HILTON HEAD ISLAND - Tourists don't spend nearly as much money in South Carolina as they do in other states, prompting S.C. leaders on Tuesday to stress better customer service and ask private businesses to help grow the industry.
Strategies to boost tourist spending - including improving service, promoting cultural offerings such as Brookgreen Gardens and aggressively pursuing the more lucrative international market - emerged during the second day of the Governor's Conference on Tourism and Travel.
Each tourist to South Carolina spends about $278 - much less than the $418 per person average nationwide.
"We are not capturing what we should be," said Chad Prosser, director of the S.C. Department of Parks, Recreation and Tourism. "We ought to be able to raise the bar."
Gov. Mark Sanford challenged the conference's 550 attendees to step up and help tourism grow. Sanford praised the $14.4 billion industry as a job creator. He tried to tap successful strategies by brainstorming ideas for an hour with about 25 leaders, including five from the Grand Strand.
"Tourism is an absolute priority for this administration. Too long, tourism has been the red-headed stepchild of economic development," Sanford said. "It's a remarkable economic engine and an underappreciated economic engine."
Sanford urged the group to take a more active role in pushing the industry forward, especially with the creation of the proposed tourism cluster, which leaders will hear details about during the conference's final sessions today.
"I would ask you to push your thinking outside of the box," Sanford said.
One strategy is making sure the hospitality industry lives up to the "Smiling Faces" South Carolina promises in its slogan, Sanford and others said.
Training employees better and hiring more selectively will help improve service, they said. Some proposed changing state law to allow accommodations tax revenue to be used for training workers, not just to support events that draw tourists.
"If we don't treat that visitor with good hometown hospitality, they will not come back," said Molly Harts of Greenwood County. "That should be our most important concern."
Destinations need to spend whatever it takes to make visitors happy because they will pay for good service, said Horst Schulze, who helped create Ritz-Carlton and is president of the Atlanta-based West Paces Hotel Group.
"The greatest driver of customer satisfaction is service," he said. "Tourism is meant to create an environment people want to come to, want to be in and want to spend money in."
The PRT also is considering stepping up efforts to lure international tourists now that dollar exchange rates have improved and travelers have adjusted to the extra security that emerged after the 2001 terrorist attacks.
International tourists tend to stay longer and spend more in the United States than domestic travelers.
Prosser plans to partner with places such as Charlotte, N.C., because it has the U.S. Airways hub most international tourists would pass through on their way to South Carolina.
Those new strategies - coupled with the increase in marketing dollars this year by the PRT - should help the industry grow, which will benefit the state's economy, said Brad Dean, president of the Myrtle Beach Area Chamber of Commerce.
"We can't do the same old things and get better results," he said.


> [WHAT IS REQUIRED]: Find every line below with the string "Wednesday" and pick it out.

> [Items from a dataset]:
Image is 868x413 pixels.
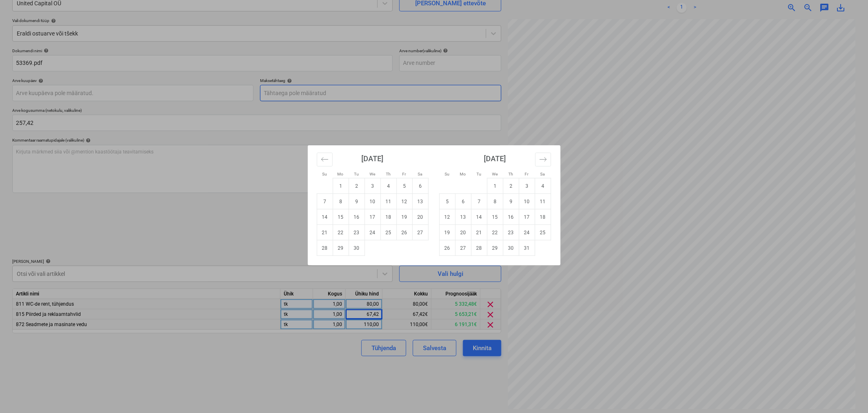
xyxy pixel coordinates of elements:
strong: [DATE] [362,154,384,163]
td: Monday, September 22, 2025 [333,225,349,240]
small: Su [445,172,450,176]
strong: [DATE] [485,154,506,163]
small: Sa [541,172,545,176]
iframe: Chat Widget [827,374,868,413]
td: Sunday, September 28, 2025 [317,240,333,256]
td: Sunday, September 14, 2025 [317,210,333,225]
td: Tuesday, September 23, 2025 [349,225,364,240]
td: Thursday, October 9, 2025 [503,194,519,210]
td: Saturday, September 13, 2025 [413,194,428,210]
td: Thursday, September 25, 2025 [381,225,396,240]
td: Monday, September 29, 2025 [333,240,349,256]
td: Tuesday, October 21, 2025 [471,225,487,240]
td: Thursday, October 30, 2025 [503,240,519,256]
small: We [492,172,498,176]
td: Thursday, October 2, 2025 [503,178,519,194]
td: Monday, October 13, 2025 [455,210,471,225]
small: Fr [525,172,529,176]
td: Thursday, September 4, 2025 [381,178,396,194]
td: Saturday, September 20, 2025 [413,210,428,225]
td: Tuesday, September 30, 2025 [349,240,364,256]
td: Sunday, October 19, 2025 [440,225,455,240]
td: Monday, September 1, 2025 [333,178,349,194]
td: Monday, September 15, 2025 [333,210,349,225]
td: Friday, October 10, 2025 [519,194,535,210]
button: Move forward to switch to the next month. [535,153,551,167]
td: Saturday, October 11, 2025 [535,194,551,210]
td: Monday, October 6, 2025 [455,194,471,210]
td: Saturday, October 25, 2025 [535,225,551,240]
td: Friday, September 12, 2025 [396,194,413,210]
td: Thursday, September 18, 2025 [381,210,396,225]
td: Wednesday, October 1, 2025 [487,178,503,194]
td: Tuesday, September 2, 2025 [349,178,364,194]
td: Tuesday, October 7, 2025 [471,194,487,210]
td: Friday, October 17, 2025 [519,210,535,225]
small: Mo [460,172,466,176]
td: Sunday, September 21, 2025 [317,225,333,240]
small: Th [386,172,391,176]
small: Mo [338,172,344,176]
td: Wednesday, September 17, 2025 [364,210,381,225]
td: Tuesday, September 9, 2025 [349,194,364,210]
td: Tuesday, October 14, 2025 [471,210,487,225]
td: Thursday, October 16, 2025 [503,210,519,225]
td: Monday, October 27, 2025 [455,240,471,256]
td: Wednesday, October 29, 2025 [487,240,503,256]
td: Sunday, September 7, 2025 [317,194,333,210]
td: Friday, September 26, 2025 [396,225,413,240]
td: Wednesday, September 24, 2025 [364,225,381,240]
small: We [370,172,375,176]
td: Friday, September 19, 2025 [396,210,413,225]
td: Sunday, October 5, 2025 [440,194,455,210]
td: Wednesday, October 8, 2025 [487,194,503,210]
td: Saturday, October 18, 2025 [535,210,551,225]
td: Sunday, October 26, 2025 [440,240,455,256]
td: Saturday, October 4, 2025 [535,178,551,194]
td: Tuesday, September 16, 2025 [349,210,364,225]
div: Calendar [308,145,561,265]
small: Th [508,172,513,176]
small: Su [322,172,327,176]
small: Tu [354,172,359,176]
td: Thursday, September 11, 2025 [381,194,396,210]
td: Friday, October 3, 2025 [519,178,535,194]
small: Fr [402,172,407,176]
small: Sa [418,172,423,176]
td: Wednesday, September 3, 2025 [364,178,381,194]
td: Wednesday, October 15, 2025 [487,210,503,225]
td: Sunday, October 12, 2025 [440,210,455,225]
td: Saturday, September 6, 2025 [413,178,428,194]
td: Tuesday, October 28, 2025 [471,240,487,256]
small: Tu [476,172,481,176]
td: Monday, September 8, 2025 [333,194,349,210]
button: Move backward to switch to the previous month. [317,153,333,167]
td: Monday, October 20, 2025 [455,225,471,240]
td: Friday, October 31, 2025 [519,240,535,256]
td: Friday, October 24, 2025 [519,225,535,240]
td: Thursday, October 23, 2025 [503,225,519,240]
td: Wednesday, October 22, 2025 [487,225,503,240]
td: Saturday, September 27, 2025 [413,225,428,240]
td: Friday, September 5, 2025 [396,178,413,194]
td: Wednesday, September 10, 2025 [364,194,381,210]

> [EXERCISE SOLUTION]:
td: Wednesday, October 1, 2025 [487,178,503,194]
td: Wednesday, September 17, 2025 [364,210,381,225]
td: Wednesday, October 29, 2025 [487,240,503,256]
td: Wednesday, September 24, 2025 [364,225,381,240]
td: Wednesday, October 8, 2025 [487,194,503,210]
td: Wednesday, September 3, 2025 [364,178,381,194]
td: Wednesday, October 15, 2025 [487,210,503,225]
td: Wednesday, October 22, 2025 [487,225,503,240]
td: Wednesday, September 10, 2025 [364,194,381,210]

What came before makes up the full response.